SPIE Advanced Lithography and Patterning Symposium 2026 – day 3

I don’t quite understand it, but it is a thing:  many attendees take a picture of every slide of every talk they attend.  Maybe it is for trip reports they are required to produce?  I’ve learned to tune it out so that this behavior no longer interferes with my ability to concentrate on the presenter (mostly).  Last year at the Photomask and EUV Lithography conference I put a link on my first slide so that attendees could download the slides rather than taking pictures of them.  This year, IBM has done one better – every talk they are giving at this conference has a QR code on the title slide that goes straight to the slides for viewing or download.  Genius!  I hope this becomes a permanent trend copied by all.

Wednesday saw some very good talks.  Nischal Dhungana of the University of Grenoble used CD-SAXS (small angle x-ray scattering) to measure linewidth roughness (LWR) of a group of line/space features.  I have to admit I didn’t follow how it works, but since the SAXS measurement is done in the Fourier Plane the output is (after some sorting) an almost direct measurement of the PSD (power spectral density).  Much work remains, so we’ll have to see where this goes.

Erik Simons of Nearfield Instruments described a very interesting approach to make Atomic Force Microscope (AFM) measurements of extremely small features with much higher accuracy.  In order to measure small trenches, the AFM probe must be long and narrow to fit in the trench.  But a long, narrow probe will bend when near the sidewall of a feature due to Van der Waals forces, causing considerable error in the data.  Their solution is to measure the twisting of the cantilever holding the probe with a laser, then model the additional bending of the probe given that data.  Knowing the bending allows the data to be corrected.  I don’t know how this might affect tip shape deconvolution (a point that Simons skipped over and a perennial difficulty for AFMs), but they seem to be on a roadmap to better accuracy.

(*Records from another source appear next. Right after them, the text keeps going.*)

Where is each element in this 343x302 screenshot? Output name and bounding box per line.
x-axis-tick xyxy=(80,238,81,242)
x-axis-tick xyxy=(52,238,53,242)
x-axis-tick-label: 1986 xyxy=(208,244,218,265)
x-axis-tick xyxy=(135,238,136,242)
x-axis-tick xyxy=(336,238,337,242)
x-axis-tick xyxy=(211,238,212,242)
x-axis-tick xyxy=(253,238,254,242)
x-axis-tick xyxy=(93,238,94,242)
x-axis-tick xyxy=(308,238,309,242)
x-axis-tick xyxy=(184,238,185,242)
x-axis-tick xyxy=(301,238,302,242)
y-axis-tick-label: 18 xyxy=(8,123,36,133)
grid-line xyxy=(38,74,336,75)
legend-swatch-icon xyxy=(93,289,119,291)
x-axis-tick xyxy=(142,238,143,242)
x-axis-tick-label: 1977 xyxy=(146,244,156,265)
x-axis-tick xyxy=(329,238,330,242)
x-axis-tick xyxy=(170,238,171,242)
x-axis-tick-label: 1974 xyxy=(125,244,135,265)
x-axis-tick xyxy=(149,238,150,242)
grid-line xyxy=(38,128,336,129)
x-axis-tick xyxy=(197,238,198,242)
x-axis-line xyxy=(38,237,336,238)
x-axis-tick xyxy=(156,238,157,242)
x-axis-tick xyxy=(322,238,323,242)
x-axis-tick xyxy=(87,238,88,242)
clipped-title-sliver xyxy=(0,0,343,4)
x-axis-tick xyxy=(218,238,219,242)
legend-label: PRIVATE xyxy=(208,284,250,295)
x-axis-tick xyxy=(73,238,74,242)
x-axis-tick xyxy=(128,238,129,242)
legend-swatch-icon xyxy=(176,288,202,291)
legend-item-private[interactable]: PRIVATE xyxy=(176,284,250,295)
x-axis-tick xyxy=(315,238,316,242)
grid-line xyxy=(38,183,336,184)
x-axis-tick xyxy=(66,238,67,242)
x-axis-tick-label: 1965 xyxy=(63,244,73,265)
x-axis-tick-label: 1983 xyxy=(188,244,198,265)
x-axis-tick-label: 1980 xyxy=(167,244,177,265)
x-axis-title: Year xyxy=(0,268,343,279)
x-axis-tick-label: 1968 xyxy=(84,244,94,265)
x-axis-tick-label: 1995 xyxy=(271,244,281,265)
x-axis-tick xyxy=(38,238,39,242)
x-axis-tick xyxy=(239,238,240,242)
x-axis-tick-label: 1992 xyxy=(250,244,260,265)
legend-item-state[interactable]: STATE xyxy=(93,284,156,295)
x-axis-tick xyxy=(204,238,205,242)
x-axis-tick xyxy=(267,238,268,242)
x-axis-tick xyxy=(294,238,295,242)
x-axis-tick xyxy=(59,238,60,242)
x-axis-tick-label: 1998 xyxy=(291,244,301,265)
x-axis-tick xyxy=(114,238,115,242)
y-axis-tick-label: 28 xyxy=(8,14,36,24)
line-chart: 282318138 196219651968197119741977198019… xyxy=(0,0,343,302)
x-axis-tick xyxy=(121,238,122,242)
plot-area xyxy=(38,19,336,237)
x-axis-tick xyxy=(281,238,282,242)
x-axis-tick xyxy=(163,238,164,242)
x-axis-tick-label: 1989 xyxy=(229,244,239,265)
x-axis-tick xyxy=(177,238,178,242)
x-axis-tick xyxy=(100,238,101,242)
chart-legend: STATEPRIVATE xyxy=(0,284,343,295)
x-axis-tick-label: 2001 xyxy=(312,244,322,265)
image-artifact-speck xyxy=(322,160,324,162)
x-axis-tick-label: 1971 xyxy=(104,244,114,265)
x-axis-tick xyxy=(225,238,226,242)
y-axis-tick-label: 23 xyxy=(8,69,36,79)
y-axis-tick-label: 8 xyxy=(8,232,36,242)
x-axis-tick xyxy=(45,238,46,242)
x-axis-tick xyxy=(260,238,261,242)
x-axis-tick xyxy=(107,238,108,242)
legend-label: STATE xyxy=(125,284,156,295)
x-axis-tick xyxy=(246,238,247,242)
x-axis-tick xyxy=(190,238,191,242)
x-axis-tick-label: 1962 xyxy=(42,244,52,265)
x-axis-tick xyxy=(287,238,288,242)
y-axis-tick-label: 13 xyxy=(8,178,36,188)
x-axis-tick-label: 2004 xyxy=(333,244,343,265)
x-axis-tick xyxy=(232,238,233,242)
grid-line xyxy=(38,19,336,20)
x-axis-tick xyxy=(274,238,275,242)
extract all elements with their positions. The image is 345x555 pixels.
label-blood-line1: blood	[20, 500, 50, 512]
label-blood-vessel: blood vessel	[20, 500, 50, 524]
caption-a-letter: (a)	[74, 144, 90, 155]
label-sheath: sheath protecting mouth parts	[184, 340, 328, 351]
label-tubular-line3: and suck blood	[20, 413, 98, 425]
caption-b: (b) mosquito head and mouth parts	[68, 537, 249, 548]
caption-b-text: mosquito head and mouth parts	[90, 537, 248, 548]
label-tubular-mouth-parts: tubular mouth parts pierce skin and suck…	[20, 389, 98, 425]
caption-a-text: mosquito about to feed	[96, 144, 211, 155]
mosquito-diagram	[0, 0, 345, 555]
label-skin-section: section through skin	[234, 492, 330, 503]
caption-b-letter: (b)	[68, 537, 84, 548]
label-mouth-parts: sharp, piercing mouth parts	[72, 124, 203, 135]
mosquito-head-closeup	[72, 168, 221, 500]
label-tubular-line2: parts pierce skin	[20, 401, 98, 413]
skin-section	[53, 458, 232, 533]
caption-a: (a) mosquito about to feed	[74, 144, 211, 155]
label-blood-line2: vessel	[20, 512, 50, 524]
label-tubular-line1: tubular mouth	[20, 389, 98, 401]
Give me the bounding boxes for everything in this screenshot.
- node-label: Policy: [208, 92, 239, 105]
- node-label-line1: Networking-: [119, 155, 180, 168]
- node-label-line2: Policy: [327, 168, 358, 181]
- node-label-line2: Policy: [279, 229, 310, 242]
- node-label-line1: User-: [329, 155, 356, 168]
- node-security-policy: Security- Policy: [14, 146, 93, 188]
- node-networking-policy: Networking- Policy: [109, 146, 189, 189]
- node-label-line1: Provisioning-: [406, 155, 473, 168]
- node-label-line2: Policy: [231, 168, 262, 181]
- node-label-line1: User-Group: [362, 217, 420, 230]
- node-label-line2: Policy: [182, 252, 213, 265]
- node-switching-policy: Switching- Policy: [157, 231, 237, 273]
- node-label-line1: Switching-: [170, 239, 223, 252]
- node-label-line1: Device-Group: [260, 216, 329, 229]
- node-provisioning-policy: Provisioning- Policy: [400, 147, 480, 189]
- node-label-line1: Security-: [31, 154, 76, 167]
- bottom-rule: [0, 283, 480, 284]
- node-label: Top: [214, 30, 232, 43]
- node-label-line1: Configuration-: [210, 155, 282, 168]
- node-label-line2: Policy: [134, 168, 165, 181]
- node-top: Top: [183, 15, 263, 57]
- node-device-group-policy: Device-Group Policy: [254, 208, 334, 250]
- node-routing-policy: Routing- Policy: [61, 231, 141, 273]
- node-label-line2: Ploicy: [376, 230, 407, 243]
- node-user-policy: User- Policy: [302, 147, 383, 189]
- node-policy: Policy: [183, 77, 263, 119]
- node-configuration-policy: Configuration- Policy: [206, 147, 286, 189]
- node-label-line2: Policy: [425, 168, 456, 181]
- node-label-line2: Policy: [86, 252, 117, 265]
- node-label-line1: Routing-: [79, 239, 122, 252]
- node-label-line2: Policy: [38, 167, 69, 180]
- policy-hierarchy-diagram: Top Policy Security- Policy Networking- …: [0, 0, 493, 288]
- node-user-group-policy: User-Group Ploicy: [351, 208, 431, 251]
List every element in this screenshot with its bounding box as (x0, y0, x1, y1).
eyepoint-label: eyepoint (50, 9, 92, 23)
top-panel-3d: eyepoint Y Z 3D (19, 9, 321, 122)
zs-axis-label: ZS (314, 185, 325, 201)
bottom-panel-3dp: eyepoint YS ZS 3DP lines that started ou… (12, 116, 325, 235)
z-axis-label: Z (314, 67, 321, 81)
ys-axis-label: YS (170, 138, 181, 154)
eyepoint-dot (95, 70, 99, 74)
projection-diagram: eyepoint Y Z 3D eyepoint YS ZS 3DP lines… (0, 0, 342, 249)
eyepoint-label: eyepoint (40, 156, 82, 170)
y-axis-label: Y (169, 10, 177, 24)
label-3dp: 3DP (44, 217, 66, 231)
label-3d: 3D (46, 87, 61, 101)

Roberto Fallica of imec studied line wiggling, a problem of growing importance as line/space feature sizes shrink, using the PSD of the pattern placement roughness (PPR).  Most line wiggling metrics make use of the LER and LWR, so I’ll have to think more about the information available in the PPR.  Dario Goldfarb of IBM showed how High-NA EUV patterning of arrays of holes produced very low local CD uniformity (LCDU).  Numbers less than 1.5 nm are very encouraging.

Kevin Dorney of imec did such a good job with his talk on the effects of the environment on metal oxide resists that I did not even mind seeing dozens of IR spectra.  The systematic way that imec has worked on this important puzzle shows how science should be done.  Varun Kakkar of ASML looked at the correlation between contact hole LCDU and another important stochastic effect, local pattern placement errors (LPPE).  LPPE characterizes the deviation of the center of each hole from a perfect grid and can be correlated with LCDU.  I’m not sure why that correlation matters, but I’m going to think about it.  Wongi Park of Samsung showed in the next talk that any measurement of LPPE must include the measurement and removal of SEM distortion if accuracy in to be expected.  He showed removal of only low-order terms (translation, rotation, and magnification), but higher order effects can also be removed with enough data.

I ended the day by going to Robert Bristol’s first talk as a Fractilia employee.  Since I am a coauthor on the paper (and Robert’s boss), my opinion is definitely biased, but I think he did a great job.  And it was an important topic.  Working with Nanya on a DRAM manufacturing process we found a good stochastics metric that correlates well with end-of-line yield:  line segment unbiased LCDU.

The poster session was massive (almost overwhelming), but spread out enough so that it was easy to move around and enjoy the posters.